Comment Re:no they dont (Score 1) 544
LOL. No capitalization whatsoever. Did you post this from your touchscreen phone where the shift key is a PITA?
LOL. No capitalization whatsoever. Did you post this from your touchscreen phone where the shift key is a PITA?
The Enact is not a world phone like Droid 4 was. If you need a slider because you send business emails, there's a decent chance you will find yourself in foreign countries.
Phones can be configured such that the email looks normal.
Again, assuming you have a job that requires you to occasionally email customers while on the go..... You already have a smartphone. Why not use it with a physical keyboard instead of carrying around a laptop?
>A couple of paragraphs is a "significant amount[s] of typing" for you?
Yes, it is enough typing that I would want a physical keyboard. It's not just one email either.
Those websites are way out of date. The Droid 4 is no longer available on Verizon and that is just one example.
Many of those kind of websites update the "change date" to attract google page rank, even when the content has not changed in years.
I put into that website "Verizon", "Available in US", "Slider" and "World Roaming".
Nada.
These were the capabilities of the Droid 4.
Buy a new in box Droid 4 on eBay asap. I figure you have another year before they are hard to find.
Never had a problem with the keyboards with any of the droid sliders I have owned (currently have a Droid 4).
A big issue, which you dismiss, is that you lose half of the screen real estate to the keyboard, which can be a big pain.
Finally, the pain of entering non-standard text (or even capitalization) seems to have led to very poorly written posts on various message boards (no capitalization, or lack of symbols used)
As an owner of each one of the Droid sliders, I will say that the only parts that went bad were the on off buttons and the batteries.
Never had a single problem with the keyboards. Awesome devices. (Still on a Droid 4 and about to buy a backup from eBay)
>Honestly if you're using the phone for significant amounts of typing anyway you're doing it wrong.
Care to explain in more detail why you think that? Only a phone has the form factor to fit in my pants pocket. Sometimes when I only have my phone with me, I need to compose a several paragraph email for work.
It's not that there is "no market", it is that the "power user" slice of the pie (people who compose a lot of emails) has a tiny percentage now that smartphones are in every single household.
One of the sad consequences of technology going mainstream. The power users can be ignored.
We slide out keyboard users are a desperate bunch. Do some googling.. there's even a petition begging verizon to sell one after the demise of the Droid series.
But the reality is likely that only a small subset of professionals need to write long emails with their phones. The vast majority of cell phone users send simple text messages and not much else.
It's the sad consequence of technology going extremely mainstream - we power users are but a drop in the bucket $$ wise.
you'd have a vast library of libraries. Something like CPAN or something you'd get in the C world. Libraries written to perform some task and nothing more. Then documented with care and the API published.
Anyone wants to do something, they take the library that appeals to them and adds it to their program and build up a program from these bits.
Now the problem today is that a) some only use libs that come with the OS or language framework, b) the libraries that are out there are shit, written quickly and for a bit of a mishmash of scenarios.
For example, you can get an XML parser and it will work perfectly. It will only parse XML though, but then, that's what only what you want from a XML parser library!
So the problem is not so much that we have libraries, but that the libraries we have are not good enough as library code.
I'll agree there - thought its not Java at fault necessarily - not unless you lump in a bunch of other languages like VB, C#, JS etc.
The problem is of the library code you're using. Libraries should be small, well defined, easy to use, and documented.
The problem today is (especially with code written in Java,
If libs were properly specified as libraries and their API documented fully, then we would see more code reuse and better, cheaper code. If only, but the cost of making such a library tends to be too slow and difficult for the 'I want it now' majority, and this is why we continue to have this kind of shitty code problem.
but "For Fucks Sake" doesn't spell anything like I thought you spelt his name but I guess I'll start spelling it like that if you insist.
For completeness, how do I pronounce it?
Today is a good day for information-gathering. Read someone else's mail file.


§ What is required:
What needs transcribing is the line with "Output a JSON" and every line after it to the end of the records, exactly and alone, with no pictures.

Records drawn from a dataset
_ _ _

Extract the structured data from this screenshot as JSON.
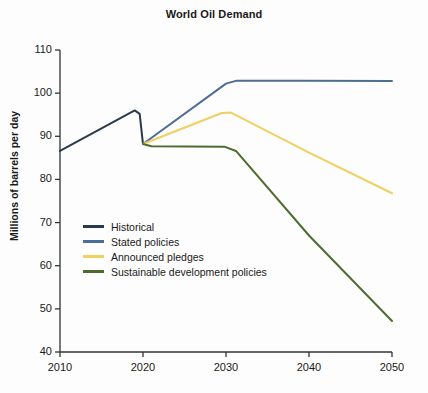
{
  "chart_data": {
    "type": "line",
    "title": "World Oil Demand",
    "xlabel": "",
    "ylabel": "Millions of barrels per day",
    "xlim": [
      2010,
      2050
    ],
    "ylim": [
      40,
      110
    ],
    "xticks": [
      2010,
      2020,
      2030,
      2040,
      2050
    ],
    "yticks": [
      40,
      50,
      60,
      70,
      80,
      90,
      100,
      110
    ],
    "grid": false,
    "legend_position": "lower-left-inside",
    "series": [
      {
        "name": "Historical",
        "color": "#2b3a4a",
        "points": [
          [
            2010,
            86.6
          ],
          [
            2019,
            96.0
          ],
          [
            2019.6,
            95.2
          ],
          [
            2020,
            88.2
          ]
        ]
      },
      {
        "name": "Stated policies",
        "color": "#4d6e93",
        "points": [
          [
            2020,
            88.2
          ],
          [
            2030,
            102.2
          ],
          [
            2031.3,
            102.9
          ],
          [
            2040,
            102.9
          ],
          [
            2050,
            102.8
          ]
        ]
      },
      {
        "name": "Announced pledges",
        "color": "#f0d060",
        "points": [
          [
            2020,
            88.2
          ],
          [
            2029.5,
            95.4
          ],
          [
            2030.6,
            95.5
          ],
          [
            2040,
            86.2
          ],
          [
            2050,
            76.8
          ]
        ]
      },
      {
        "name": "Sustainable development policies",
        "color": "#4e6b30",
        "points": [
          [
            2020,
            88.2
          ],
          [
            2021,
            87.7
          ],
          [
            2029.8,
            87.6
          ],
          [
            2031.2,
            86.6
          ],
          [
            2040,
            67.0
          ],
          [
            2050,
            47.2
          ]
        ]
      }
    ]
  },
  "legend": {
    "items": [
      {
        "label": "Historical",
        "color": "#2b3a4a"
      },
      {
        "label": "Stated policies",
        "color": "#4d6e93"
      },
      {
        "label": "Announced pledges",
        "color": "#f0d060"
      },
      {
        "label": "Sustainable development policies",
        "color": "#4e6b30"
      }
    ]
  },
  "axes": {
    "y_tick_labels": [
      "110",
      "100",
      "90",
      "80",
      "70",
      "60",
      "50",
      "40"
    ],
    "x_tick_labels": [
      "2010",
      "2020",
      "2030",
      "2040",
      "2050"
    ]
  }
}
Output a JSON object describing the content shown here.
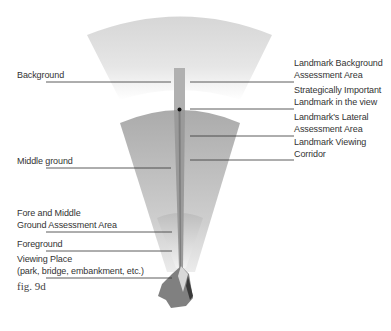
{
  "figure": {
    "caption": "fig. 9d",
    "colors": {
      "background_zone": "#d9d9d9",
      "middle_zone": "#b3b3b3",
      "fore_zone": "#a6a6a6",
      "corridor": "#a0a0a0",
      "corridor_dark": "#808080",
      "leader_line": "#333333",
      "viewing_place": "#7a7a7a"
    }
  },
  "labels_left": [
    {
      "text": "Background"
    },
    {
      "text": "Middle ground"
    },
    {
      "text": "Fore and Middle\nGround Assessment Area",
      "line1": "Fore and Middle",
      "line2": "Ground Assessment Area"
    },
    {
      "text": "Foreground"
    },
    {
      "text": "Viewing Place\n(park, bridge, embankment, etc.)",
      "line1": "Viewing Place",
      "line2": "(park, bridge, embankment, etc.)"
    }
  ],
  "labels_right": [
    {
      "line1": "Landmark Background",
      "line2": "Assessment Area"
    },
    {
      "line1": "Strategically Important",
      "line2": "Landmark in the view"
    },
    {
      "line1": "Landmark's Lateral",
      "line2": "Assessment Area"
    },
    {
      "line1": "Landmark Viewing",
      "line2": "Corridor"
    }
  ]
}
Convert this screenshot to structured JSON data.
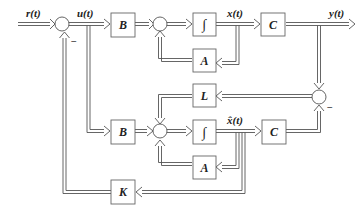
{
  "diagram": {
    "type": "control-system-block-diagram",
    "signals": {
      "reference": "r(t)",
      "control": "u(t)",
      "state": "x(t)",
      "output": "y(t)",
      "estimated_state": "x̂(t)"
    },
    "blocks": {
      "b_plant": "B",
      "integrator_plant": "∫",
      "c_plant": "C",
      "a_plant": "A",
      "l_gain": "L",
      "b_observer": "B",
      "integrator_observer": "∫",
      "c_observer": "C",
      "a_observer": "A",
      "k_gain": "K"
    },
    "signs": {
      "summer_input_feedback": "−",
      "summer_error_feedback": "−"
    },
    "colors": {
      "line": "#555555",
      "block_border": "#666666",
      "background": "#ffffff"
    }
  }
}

_ _ _

§ Response to this task:
Output a JSON object describing the content shown here.
{
  "figure": {
    "caption": "fig. 9d",
    "colors": {
      "background_zone": "#d9d9d9",
      "middle_zone": "#b3b3b3",
      "fore_zone": "#a6a6a6",
      "corridor": "#a0a0a0",
      "corridor_dark": "#808080",
      "leader_line": "#333333",
      "viewing_place": "#7a7a7a"
    }
  },
  "labels_left": [
    {
      "text": "Background"
    },
    {
      "text": "Middle ground"
    },
    {
      "text": "Fore and Middle\nGround Assessment Area",
      "line1": "Fore and Middle",
      "line2": "Ground Assessment Area"
    },
    {
      "text": "Foreground"
    },
    {
      "text": "Viewing Place\n(park, bridge, embankment, etc.)",
      "line1": "Viewing Place",
      "line2": "(park, bridge, embankment, etc.)"
    }
  ],
  "labels_right": [
    {
      "line1": "Landmark Background",
      "line2": "Assessment Area"
    },
    {
      "line1": "Strategically Important",
      "line2": "Landmark in the view"
    },
    {
      "line1": "Landmark's Lateral",
      "line2": "Assessment Area"
    },
    {
      "line1": "Landmark Viewing",
      "line2": "Corridor"
    }
  ]
}
Convert this screenshot to structured JSON data.
{
  "diagram": {
    "type": "control-system-block-diagram",
    "signals": {
      "reference": "r(t)",
      "control": "u(t)",
      "state": "x(t)",
      "output": "y(t)",
      "estimated_state": "x̂(t)"
    },
    "blocks": {
      "b_plant": "B",
      "integrator_plant": "∫",
      "c_plant": "C",
      "a_plant": "A",
      "l_gain": "L",
      "b_observer": "B",
      "integrator_observer": "∫",
      "c_observer": "C",
      "a_observer": "A",
      "k_gain": "K"
    },
    "signs": {
      "summer_input_feedback": "−",
      "summer_error_feedback": "−"
    },
    "colors": {
      "line": "#555555",
      "block_border": "#666666",
      "background": "#ffffff"
    }
  }
}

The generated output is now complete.